Sunday, December 4, 2011

Understanding normal forms

Normal forms or normalization was very hard for me understand until I came across a webpage and everything became quite clear for me. The plus point about this webpage was the way it explained the normal forms. The explanation does not use relational algebra or functional dependencies to understand normal forms.
1st Normal Form:
1st normal Form deals with the shape of a Record Type. 
Under first normal form, all occurrences of 
record type must contain the same number of fields.

First normal form excludes variable repeating fields and groups.

2nd Normal Form:

Second normal form is violated when a non-key field is a fact about a subset of a key.
It is only relevant when the key is composite, i.e., consists of several fields.


Consider the following inventory record:
R(Part, Wherehouse,Qty,Wherehouse-Address)
Here the key is Part-Wherehouse fields together but Wherehouse-Address is fact about Wherehouse only. So it violates the 2nd Normal form.
The decomposition should be:
R1(Part,Wherehouse,Qty)    and      R2( Wherehouse,Wherehouse-Address)
The problems here were:
The warehouse address is repeated in every record that refers to a part stored in that warehouse.
If the address of the warehouse changes, every record referring to a part stored in that warehouse must be updated.
Because of the redundancy, the data might become inconsistent, with different records showing different addresses for the same warehouse.
If at some point in time there are no parts stored in the warehouse, there may be no record in which to keep the warehouse's address.


3rd Normal Form:

Third normal form is violated when a non-key field is a fact about another non-key field.
Example:
R(Employee,Department,Location)
Here the key is Employee. But Location is for the Department(Another non key). So it violates 3rd Normal Form.
Decomposition:
R1(Employee,Department)     and R2(Employee,Location)


The problems here were:
The department's location is repeated in the record of every employee assigned to that department if department location changes, every such record must be updated.
Because of the redundancy, the data might become inconsistent, with different records showing different locations for the same department.
If a department has no employees, there may be no record in which to keep the department's location.


To summarize, a record is in second and third normal forms if every field is either part of the key or provides a (single-valued) fact about exactly the whole key and nothing else.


◆ **Problem to work on**
Search the entries below for "will" and copy each matching line.

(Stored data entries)
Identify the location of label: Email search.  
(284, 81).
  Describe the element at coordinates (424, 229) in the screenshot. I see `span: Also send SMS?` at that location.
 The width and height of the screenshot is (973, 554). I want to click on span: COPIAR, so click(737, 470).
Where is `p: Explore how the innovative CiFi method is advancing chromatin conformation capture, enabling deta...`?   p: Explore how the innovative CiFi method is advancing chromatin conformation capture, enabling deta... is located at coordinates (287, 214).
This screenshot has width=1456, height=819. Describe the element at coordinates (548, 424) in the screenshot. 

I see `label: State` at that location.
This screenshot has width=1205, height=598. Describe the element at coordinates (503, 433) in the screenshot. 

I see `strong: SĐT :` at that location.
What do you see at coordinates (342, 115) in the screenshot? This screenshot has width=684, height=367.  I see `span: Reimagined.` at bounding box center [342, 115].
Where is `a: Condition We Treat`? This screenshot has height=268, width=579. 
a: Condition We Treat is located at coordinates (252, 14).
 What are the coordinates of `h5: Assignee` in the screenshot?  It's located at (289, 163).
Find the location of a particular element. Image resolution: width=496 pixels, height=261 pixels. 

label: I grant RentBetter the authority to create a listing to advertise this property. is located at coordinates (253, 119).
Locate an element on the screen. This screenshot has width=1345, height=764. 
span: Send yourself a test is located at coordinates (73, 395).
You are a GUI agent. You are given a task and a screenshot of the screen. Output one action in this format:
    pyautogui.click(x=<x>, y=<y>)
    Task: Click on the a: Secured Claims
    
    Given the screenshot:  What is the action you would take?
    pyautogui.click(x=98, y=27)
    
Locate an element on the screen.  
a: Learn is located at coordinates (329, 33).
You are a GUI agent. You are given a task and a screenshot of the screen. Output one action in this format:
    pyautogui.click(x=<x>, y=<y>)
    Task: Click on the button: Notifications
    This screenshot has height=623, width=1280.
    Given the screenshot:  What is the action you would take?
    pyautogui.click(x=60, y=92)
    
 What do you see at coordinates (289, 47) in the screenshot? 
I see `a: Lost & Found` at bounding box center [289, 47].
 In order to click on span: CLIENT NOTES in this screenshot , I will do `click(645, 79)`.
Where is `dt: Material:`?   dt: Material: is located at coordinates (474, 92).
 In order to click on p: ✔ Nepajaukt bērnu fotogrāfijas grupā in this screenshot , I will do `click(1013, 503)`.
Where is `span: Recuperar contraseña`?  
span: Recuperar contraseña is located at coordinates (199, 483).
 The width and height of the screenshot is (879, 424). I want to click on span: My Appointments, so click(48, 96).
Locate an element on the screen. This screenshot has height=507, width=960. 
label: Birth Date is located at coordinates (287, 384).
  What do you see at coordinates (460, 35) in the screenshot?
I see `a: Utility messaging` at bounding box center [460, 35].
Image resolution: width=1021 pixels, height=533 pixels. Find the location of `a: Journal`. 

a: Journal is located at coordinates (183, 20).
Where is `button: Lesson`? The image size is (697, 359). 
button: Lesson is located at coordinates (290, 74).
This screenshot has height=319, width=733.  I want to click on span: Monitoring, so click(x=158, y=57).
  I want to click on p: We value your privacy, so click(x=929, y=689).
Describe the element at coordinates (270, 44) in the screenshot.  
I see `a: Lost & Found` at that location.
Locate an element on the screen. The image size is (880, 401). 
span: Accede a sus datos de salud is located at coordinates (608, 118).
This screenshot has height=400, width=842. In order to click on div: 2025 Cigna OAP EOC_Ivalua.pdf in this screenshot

◆ **Written reply**
 In order to click on span: CLIENT NOTES in this screenshot , I will do `click(645, 79)`.
 In order to click on p: ✔ Nepajaukt bērnu fotogrāfijas grupā in this screenshot , I will do `click(1013, 503)`.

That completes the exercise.